Perhaps it’s just a myth that the English talk about the weather (or, for that matter, house prices) all the time, as the rest of the world seems to be equally obsessed. They’re a friendly bunch round here though. Out shopping in the city on Monday, it struck me how people in shops seem to be genuinely friendly and, well, happy (maybe it’s all that sunshine). It’s a bit of a contrast to the grumpy, customer-comes-last “service” culture we have in the UK, or the “have-a-nice-day-I’ll-be-your-waiter-for-this-evening-I’d-like-a-big-tip” fakery of the US.

Conforming to cliche, they also like a beer or two over here, and although I haven’t even been here for a week, I’ve already been to two barbeques, as well as having built one (although that’s a bit of a long story that I won’t go into here).

Yesterday was probably the highlight of my trip so far. My birthday present from Sal: hot air ballooning over the Yarra valley. The day started at the ludicrously early time of 2:30 am when my alarm went off. At this point we weren’t even sure if the ride would take place, but nevertheless we were out of the house by 3, and parked up outside the Chateau Yering hotel and winery in the dark by 4.30 waiting for our pilot to arrive and take us off to the meeting place. After a short while, a young chap called Simon, the ground crew, popped up in his little red vintage MG, and he let us know that the pilot would be along shortly. After a little while, turn up he did, and we were off to a large dew-covered field a short drive away.

About to take off

Part of the fun of the balloon ride is that they get you involved in putting the thing up and taking it down again, so they soon had us helping the basket off the trailer, velcro-ing the bit on the top of the balloon on, and pulling it upright. Before we knew it, though, we were drifting up above the vineyards, and sipping champagne in the sky.
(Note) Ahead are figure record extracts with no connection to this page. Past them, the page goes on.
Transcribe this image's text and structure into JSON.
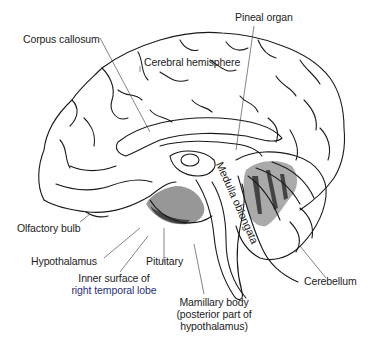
{
  "diagram": {
    "labels": {
      "corpus_callosum": "Corpus callosum",
      "pineal_organ": "Pineal organ",
      "cerebral_hemisphere": "Cerebral hemisphere",
      "olfactory_bulb": "Olfactory bulb",
      "hypothalamus": "Hypothalamus",
      "pituitary": "Pituitary",
      "inner_surface_line1": "Inner surface of",
      "inner_surface_line2_a": "right ",
      "inner_surface_line2_b": "temporal lobe",
      "medulla_oblongata": "Medulla oblongata",
      "cerebellum": "Cerebellum",
      "mamillary_line1": "Mamillary body",
      "mamillary_line2": "(posterior part of",
      "mamillary_line3": "hypothalamus)"
    },
    "colors": {
      "ink": "#1a1a1a",
      "background": "#ffffff",
      "accent_text": "#2a2f7a"
    }
  }
}
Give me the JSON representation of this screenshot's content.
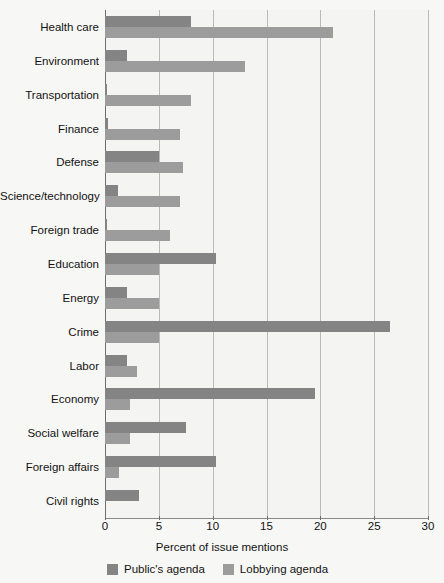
{
  "chart_data": {
    "type": "bar",
    "orientation": "horizontal",
    "title": "",
    "subtitle": "",
    "xlabel": "Percent of issue mentions",
    "ylabel": "",
    "xlim": [
      0,
      30
    ],
    "xticks": [
      0,
      5,
      10,
      15,
      20,
      25,
      30
    ],
    "xtick_labels": [
      "0",
      "5",
      "10",
      "15",
      "20",
      "25",
      "30"
    ],
    "grid": true,
    "grid_axis": "x",
    "legend_position": "bottom-left",
    "categories": [
      "Health care",
      "Environment",
      "Transportation",
      "Finance",
      "Defense",
      "Science/technology",
      "Foreign trade",
      "Education",
      "Energy",
      "Crime",
      "Labor",
      "Economy",
      "Social welfare",
      "Foreign affairs",
      "Civil  rights"
    ],
    "series": [
      {
        "name": "Public's agenda",
        "color": "#848484",
        "values": [
          8.0,
          2.0,
          0.2,
          0.3,
          5.0,
          1.2,
          0.2,
          10.3,
          2.0,
          26.5,
          2.0,
          19.5,
          7.5,
          10.3,
          3.2
        ]
      },
      {
        "name": "Lobbying agenda",
        "color": "#9c9c9c",
        "values": [
          21.2,
          13.0,
          8.0,
          7.0,
          7.2,
          7.0,
          6.0,
          5.0,
          5.0,
          5.0,
          3.0,
          2.3,
          2.3,
          1.3,
          0.0
        ]
      }
    ]
  },
  "legend": {
    "items": [
      {
        "label": "Public's agenda",
        "color": "#848484"
      },
      {
        "label": "Lobbying agenda",
        "color": "#9c9c9c"
      }
    ]
  },
  "axis": {
    "x_title": "Percent of issue mentions"
  }
}
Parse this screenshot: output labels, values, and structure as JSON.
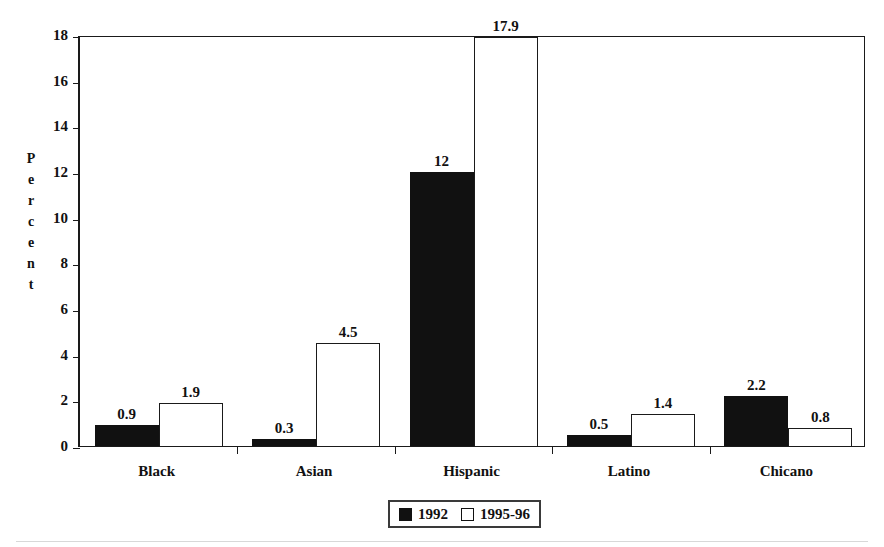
{
  "chart_data": {
    "type": "bar",
    "title": "",
    "subtitle": "",
    "xlabel": "",
    "ylabel": "Percent",
    "ylim": [
      0,
      18
    ],
    "ytick_labels": [
      "0",
      "2",
      "4",
      "6",
      "8",
      "10",
      "12",
      "14",
      "16",
      "18"
    ],
    "ytick_values": [
      0,
      2,
      4,
      6,
      8,
      10,
      12,
      14,
      16,
      18
    ],
    "grid": false,
    "legend_position": "bottom-center",
    "categories": [
      "Black",
      "Asian",
      "Hispanic",
      "Latino",
      "Chicano"
    ],
    "series": [
      {
        "name": "1992",
        "color": "#111111",
        "style": "filled",
        "values": [
          0.9,
          0.3,
          12,
          0.5,
          2.2
        ],
        "labels": [
          "0.9",
          "0.3",
          "12",
          "0.5",
          "2.2"
        ]
      },
      {
        "name": "1995-96",
        "color": "#ffffff",
        "style": "hollow",
        "values": [
          1.9,
          4.5,
          17.9,
          1.4,
          0.8
        ],
        "labels": [
          "1.9",
          "4.5",
          "17.9",
          "1.4",
          "0.8"
        ]
      }
    ]
  },
  "axis": {
    "y_title_letters": [
      "P",
      "e",
      "r",
      "c",
      "e",
      "n",
      "t"
    ]
  },
  "legend": {
    "items": [
      {
        "label": "1992",
        "swatch": "filled-square-icon"
      },
      {
        "label": "1995-96",
        "swatch": "hollow-square-icon"
      }
    ]
  },
  "colors": {
    "series_1992": "#111111",
    "series_1995_96": "#ffffff",
    "axis": "#1a1a1a",
    "background": "#ffffff"
  }
}
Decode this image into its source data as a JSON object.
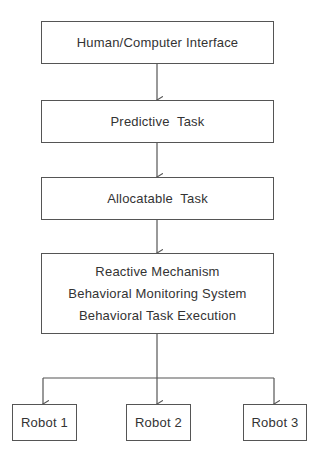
{
  "diagram": {
    "nodes": {
      "hci": {
        "label": "Human/Computer Interface"
      },
      "predictive": {
        "label": "Predictive  Task"
      },
      "allocatable": {
        "label": "Allocatable  Task"
      },
      "behavior": {
        "lines": [
          "Reactive Mechanism",
          "Behavioral Monitoring System",
          "Behavioral Task Execution"
        ]
      },
      "robots": [
        {
          "label": "Robot 1"
        },
        {
          "label": "Robot 2"
        },
        {
          "label": "Robot 3"
        }
      ]
    },
    "edges": [
      [
        "hci",
        "predictive"
      ],
      [
        "predictive",
        "allocatable"
      ],
      [
        "allocatable",
        "behavior"
      ],
      [
        "behavior",
        "robot1"
      ],
      [
        "behavior",
        "robot2"
      ],
      [
        "behavior",
        "robot3"
      ]
    ]
  }
}
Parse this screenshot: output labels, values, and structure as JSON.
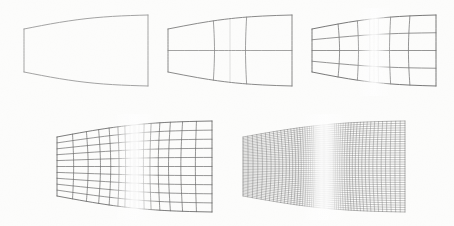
{
  "figure": {
    "background_color": "#fdfdfc",
    "line_color_light": "#9a9a9a",
    "line_color_mid": "#6e6e6e",
    "line_color_dark": "#4a4a4a",
    "line_color_darkest": "#333333"
  },
  "panels": [
    {
      "id": "panel-1",
      "label": "Level 0 mesh",
      "level": 0,
      "columns": 1,
      "rows": 1,
      "cells": 1,
      "bounds": {
        "x": 24,
        "y": 14,
        "width": 124,
        "height": 74
      },
      "stroke": "#9a9a9a",
      "stroke_width": 0.8,
      "corners": {
        "top_left_y": 29,
        "bottom_left_y": 72,
        "top_right_y": 15,
        "bottom_right_y": 86
      }
    },
    {
      "id": "panel-2",
      "label": "Level 1 mesh",
      "level": 1,
      "columns": 4,
      "rows": 2,
      "cells": 8,
      "bounds": {
        "x": 168,
        "y": 14,
        "width": 124,
        "height": 74
      },
      "stroke": "#7d7d7d",
      "stroke_width": 0.8,
      "corners": {
        "top_left_y": 29,
        "bottom_left_y": 72,
        "top_right_y": 15,
        "bottom_right_y": 86
      }
    },
    {
      "id": "panel-3",
      "label": "Level 2 mesh",
      "level": 2,
      "columns": 8,
      "rows": 4,
      "cells": 32,
      "bounds": {
        "x": 312,
        "y": 14,
        "width": 124,
        "height": 74
      },
      "stroke": "#6a6a6a",
      "stroke_width": 0.8,
      "corners": {
        "top_left_y": 29,
        "bottom_left_y": 72,
        "top_right_y": 15,
        "bottom_right_y": 86
      }
    },
    {
      "id": "panel-4",
      "label": "Level 3 mesh",
      "level": 3,
      "columns": 18,
      "rows": 10,
      "cells": 180,
      "bounds": {
        "x": 57,
        "y": 120,
        "width": 155,
        "height": 92
      },
      "stroke": "#585858",
      "stroke_width": 0.7,
      "corners": {
        "top_left_y": 137,
        "bottom_left_y": 196,
        "top_right_y": 121,
        "bottom_right_y": 212
      }
    },
    {
      "id": "panel-5",
      "label": "Level 4 mesh",
      "level": 4,
      "columns": 64,
      "rows": 40,
      "cells": 2560,
      "bounds": {
        "x": 243,
        "y": 120,
        "width": 162,
        "height": 92
      },
      "stroke": "#4a4a4a",
      "stroke_width": 0.35,
      "corners": {
        "top_left_y": 137,
        "bottom_left_y": 196,
        "top_right_y": 121,
        "bottom_right_y": 212
      }
    }
  ],
  "geometry": {
    "clustering": "edge-clustered (dense near left and right boundaries, sparse at center)",
    "center_gap_fraction": 0.3,
    "curvature": "interior grid lines bow inward toward the vertical centerline",
    "left_edge_vertical": true,
    "right_edge_taller": true
  }
}
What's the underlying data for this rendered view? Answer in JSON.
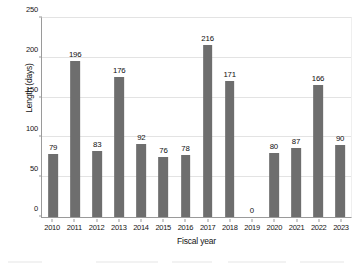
{
  "chart_data": {
    "type": "bar",
    "title": "",
    "xlabel": "Fiscal year",
    "ylabel": "Length (days)",
    "categories": [
      "2010",
      "2011",
      "2012",
      "2013",
      "2014",
      "2015",
      "2016",
      "2017",
      "2018",
      "2019",
      "2020",
      "2021",
      "2022",
      "2023"
    ],
    "values": [
      79,
      196,
      83,
      176,
      92,
      76,
      78,
      216,
      171,
      0,
      80,
      87,
      166,
      90
    ],
    "value_labels": [
      "79",
      "196",
      "83",
      "176",
      "92",
      "76",
      "78",
      "216",
      "171",
      "0",
      "80",
      "87",
      "166",
      "90"
    ],
    "ylim": [
      0,
      250
    ],
    "yticks": [
      0,
      50,
      100,
      150,
      200,
      250
    ],
    "ytick_labels": [
      "0",
      "50",
      "100",
      "150",
      "200",
      "250"
    ],
    "grid": "horizontal",
    "legend": "none",
    "series": [
      {
        "name": "Length (days)",
        "color": "#6e6e6e",
        "values": [
          79,
          196,
          83,
          176,
          92,
          76,
          78,
          216,
          171,
          0,
          80,
          87,
          166,
          90
        ]
      }
    ]
  },
  "style": {
    "bar_color": "#6e6e6e",
    "grid_color": "#e3e3e3",
    "axis_color": "#9a9a9a",
    "text_color": "#141414",
    "background": "#ffffff"
  }
}
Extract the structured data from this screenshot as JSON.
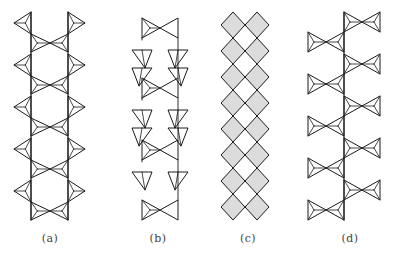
{
  "figure": {
    "stroke_color": "#1a1a1a",
    "hatch_color": "#888888",
    "background": "#ffffff"
  },
  "panels": [
    {
      "id": "a",
      "label": "(a)",
      "label_x": 50,
      "type": "double-chain-hexagonal",
      "left_spine_x": 31,
      "right_spine_x": 68,
      "outer_apex_offset": 17,
      "center_x": 50,
      "outer_y": [
        12,
        54,
        96,
        138,
        180
      ],
      "outer_h": 22,
      "cross_y": [
        43,
        85,
        127,
        169,
        211
      ],
      "cross_h": 18,
      "top_y": 12,
      "bottom_y": 220
    },
    {
      "id": "b",
      "label": "(b)",
      "label_x": 158,
      "type": "double-chain-zigzag",
      "left_spine_x": 142,
      "right_spine_x": 178,
      "center_x": 160,
      "cross_y": [
        28,
        88,
        150,
        210
      ],
      "cross_h": 20,
      "diamond_w": 20,
      "diamonds_left_y": [
        50,
        68,
        110,
        128,
        172
      ],
      "diamonds_right_y": [
        50,
        68,
        110,
        128,
        172
      ],
      "diamond_h": 18
    },
    {
      "id": "c",
      "label": "(c)",
      "label_x": 248,
      "type": "diamond-ladder",
      "center_x": 245,
      "half_w": 12,
      "top_y": 12,
      "diamond_h": 26,
      "count": 8
    },
    {
      "id": "d",
      "label": "(d)",
      "label_x": 350,
      "type": "branched-single-chain",
      "spine_x": 344,
      "right_centers_y": [
        22,
        64,
        106,
        148,
        190
      ],
      "left_centers_y": [
        42,
        84,
        126,
        168,
        210
      ],
      "bowtie_half_w": 18,
      "bowtie_half_h": 10
    }
  ]
}
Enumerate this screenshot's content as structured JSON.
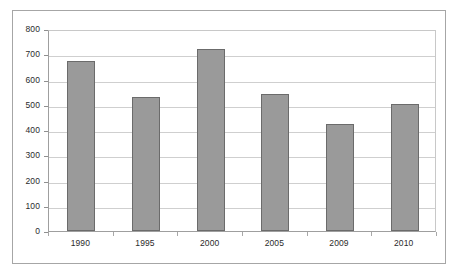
{
  "chart_data": {
    "type": "bar",
    "title": "",
    "subtitle": "",
    "xlabel": "",
    "ylabel": "",
    "categories": [
      "1990",
      "1995",
      "2000",
      "2005",
      "2009",
      "2010"
    ],
    "values": [
      675,
      530,
      720,
      543,
      425,
      505
    ],
    "series": [
      {
        "name": "",
        "values": [
          675,
          530,
          720,
          543,
          425,
          505
        ]
      }
    ],
    "ylim": [
      0,
      800
    ],
    "yticks": [
      "0",
      "100",
      "200",
      "300",
      "400",
      "500",
      "600",
      "700",
      "800"
    ],
    "ytick_values": [
      0,
      100,
      200,
      300,
      400,
      500,
      600,
      700,
      800
    ],
    "grid": "horizontal",
    "legend": "none",
    "bar_color": "#9a9a9a",
    "bar_border_color": "#6b6b6b",
    "gridline_color": "#cfcfcf",
    "axis_color": "#9f9f9f",
    "frame_color": "#a6a6a6",
    "background_color": "#ffffff",
    "text_color": "#2b2b2b"
  }
}
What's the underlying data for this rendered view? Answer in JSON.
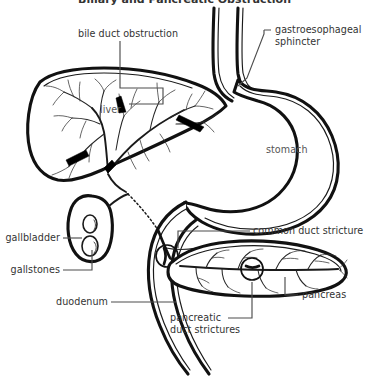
{
  "figure": {
    "title": "Biliary and Pancreatic Obstruction",
    "title_clipped": true,
    "type": "medical-line-art-diagram",
    "background_color": "#ffffff",
    "ink_color": "#111111",
    "label_color": "#333333",
    "leader_color": "#4d4d4d"
  },
  "labels": {
    "bile_duct_obstruction": "bile duct obstruction",
    "gastroesophageal_sphincter_line1": "gastroesophageal",
    "gastroesophageal_sphincter_line2": "sphincter",
    "liver": "liver",
    "stomach": "stomach",
    "gallbladder": "gallbladder",
    "gallstones": "gallstones",
    "duodenum": "duodenum",
    "common_duct_stricture": "common duct stricture",
    "pancreas": "pancreas",
    "pancreatic_duct_strictures_line1": "pancreatic",
    "pancreatic_duct_strictures_line2": "duct strictures"
  },
  "structures": [
    {
      "name": "liver",
      "kind": "organ",
      "note": "wedge-shaped organ, upper left, containing branching intrahepatic bile ducts"
    },
    {
      "name": "stomach",
      "kind": "organ",
      "note": "large J-shaped sac, upper right"
    },
    {
      "name": "esophagus",
      "kind": "organ",
      "note": "vertical double-walled tube entering stomach from above"
    },
    {
      "name": "gastroesophageal-sphincter",
      "kind": "landmark",
      "note": "narrowing at esophagus-stomach junction"
    },
    {
      "name": "gallbladder",
      "kind": "organ",
      "note": "small oval sac below liver holding gallstones"
    },
    {
      "name": "gallstones",
      "kind": "finding",
      "count": 2,
      "note": "two small ovals inside gallbladder"
    },
    {
      "name": "duodenum",
      "kind": "organ",
      "note": "C-shaped double-walled tube curving down from stomach"
    },
    {
      "name": "pancreas",
      "kind": "organ",
      "note": "elongated tapering organ with branching pancreatic duct tree"
    },
    {
      "name": "common-bile-duct",
      "kind": "duct",
      "note": "runs from liver hilum behind duodenum to ampulla"
    },
    {
      "name": "pancreatic-duct",
      "kind": "duct",
      "note": "main duct running length of pancreas with side branches"
    }
  ],
  "findings": {
    "bile_duct_obstructions": {
      "label": "bile duct obstruction",
      "count": 4,
      "marker": "solid black wedge",
      "location": "intrahepatic bile duct branch points"
    },
    "common_duct_stricture": {
      "label": "common duct stricture",
      "count": 1,
      "marker": "open circle around narrowed duct",
      "location": "common bile duct near ampulla"
    },
    "pancreatic_duct_strictures": {
      "label": "pancreatic duct strictures",
      "count": 1,
      "marker": "open circle around narrowed duct",
      "location": "main pancreatic duct, mid-body"
    },
    "gallstones": {
      "label": "gallstones",
      "count": 2,
      "marker": "small outlined ovals",
      "location": "gallbladder lumen"
    }
  }
}
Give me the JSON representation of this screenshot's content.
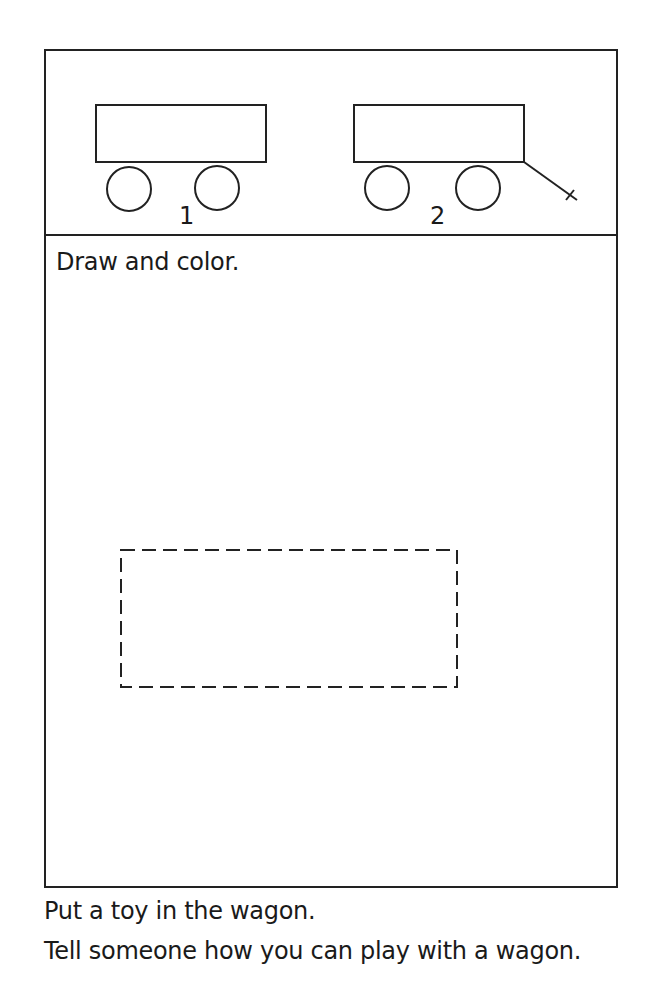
{
  "worksheet": {
    "wagons": [
      {
        "label": "1",
        "has_handle": false
      },
      {
        "label": "2",
        "has_handle": true
      }
    ],
    "instruction": "Draw and color.",
    "footer": [
      "Put a toy in the wagon.",
      "Tell someone how you can play with a wagon."
    ],
    "colors": {
      "ink": "#1a1a1a",
      "paper": "#ffffff"
    }
  }
}
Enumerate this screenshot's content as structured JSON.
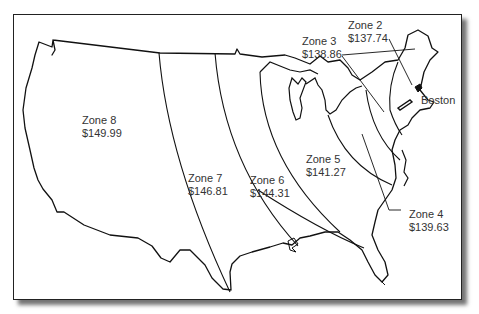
{
  "map": {
    "title": "",
    "zones": [
      {
        "id": "zone-2",
        "name": "Zone 2",
        "price": "$137.74"
      },
      {
        "id": "zone-3",
        "name": "Zone 3",
        "price": "$138.86"
      },
      {
        "id": "zone-4",
        "name": "Zone 4",
        "price": "$139.63"
      },
      {
        "id": "zone-5",
        "name": "Zone 5",
        "price": "$141.27"
      },
      {
        "id": "zone-6",
        "name": "Zone 6",
        "price": "$144.31"
      },
      {
        "id": "zone-7",
        "name": "Zone 7",
        "price": "$146.81"
      },
      {
        "id": "zone-8",
        "name": "Zone 8",
        "price": "$149.99"
      }
    ],
    "origin": {
      "label": "Boston"
    }
  }
}
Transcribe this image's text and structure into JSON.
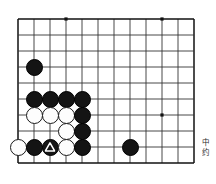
{
  "figure": {
    "kind": "go-board-diagram",
    "board": {
      "columns": 12,
      "rows": 10,
      "cell_size_px": 16,
      "origin_x_px": 4,
      "origin_y_px": 3,
      "line_color": "#333333",
      "edge_color": "#111111",
      "background_color": "#ffffff",
      "star_points": [
        {
          "col": 3,
          "row": 0
        },
        {
          "col": 9,
          "row": 0
        },
        {
          "col": 9,
          "row": 6
        }
      ]
    },
    "stones": [
      {
        "col": 1,
        "row": 3,
        "color": "black",
        "mark": ""
      },
      {
        "col": 1,
        "row": 5,
        "color": "black",
        "mark": ""
      },
      {
        "col": 2,
        "row": 5,
        "color": "black",
        "mark": ""
      },
      {
        "col": 3,
        "row": 5,
        "color": "black",
        "mark": ""
      },
      {
        "col": 4,
        "row": 5,
        "color": "black",
        "mark": ""
      },
      {
        "col": 1,
        "row": 6,
        "color": "white",
        "mark": ""
      },
      {
        "col": 2,
        "row": 6,
        "color": "white",
        "mark": ""
      },
      {
        "col": 3,
        "row": 6,
        "color": "white",
        "mark": ""
      },
      {
        "col": 4,
        "row": 6,
        "color": "black",
        "mark": ""
      },
      {
        "col": 3,
        "row": 7,
        "color": "white",
        "mark": ""
      },
      {
        "col": 4,
        "row": 7,
        "color": "black",
        "mark": ""
      },
      {
        "col": 0,
        "row": 8,
        "color": "white",
        "mark": ""
      },
      {
        "col": 1,
        "row": 8,
        "color": "black",
        "mark": ""
      },
      {
        "col": 2,
        "row": 8,
        "color": "black",
        "mark": "triangle"
      },
      {
        "col": 3,
        "row": 8,
        "color": "white",
        "mark": ""
      },
      {
        "col": 4,
        "row": 8,
        "color": "black",
        "mark": ""
      },
      {
        "col": 7,
        "row": 8,
        "color": "black",
        "mark": ""
      }
    ],
    "caption": {
      "line1": "中",
      "line2": "约"
    }
  }
}
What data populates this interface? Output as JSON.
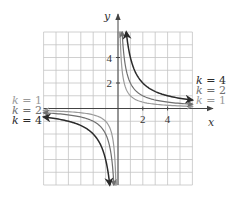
{
  "chart_data": {
    "type": "line",
    "title": "",
    "xlabel": "x",
    "ylabel": "y",
    "xlim": [
      -6,
      6
    ],
    "ylim": [
      -6,
      6
    ],
    "grid": true,
    "x_ticks": [
      {
        "value": 2,
        "label": "2"
      },
      {
        "value": 4,
        "label": "4"
      }
    ],
    "y_ticks": [
      {
        "value": 2,
        "label": "2"
      },
      {
        "value": 4,
        "label": "4"
      }
    ],
    "function": "y = k/x",
    "series": [
      {
        "name": "k = 1",
        "k": 1,
        "color": "#9a9a9a"
      },
      {
        "name": "k = 2",
        "k": 2,
        "color": "#6f6f6f"
      },
      {
        "name": "k = 4",
        "k": 4,
        "color": "#2a2a2a"
      }
    ],
    "legend_right": [
      "k = 4",
      "k = 2",
      "k = 1"
    ],
    "legend_left": [
      "k = 1",
      "k = 2",
      "k = 4"
    ]
  }
}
Mist rising from the water

The Yarra valley is a fair way outside the city, but at one point we could clearly see the skyscrapers of Melbourne’s CBD shooting up into the sky way off in the distance, as well as the rolling hills, the vineyards, and, perhaps the most beautiful part, the mist rising off the lakes below.

About to land

If you ever get a chance to go up, I’d strongly recommend it.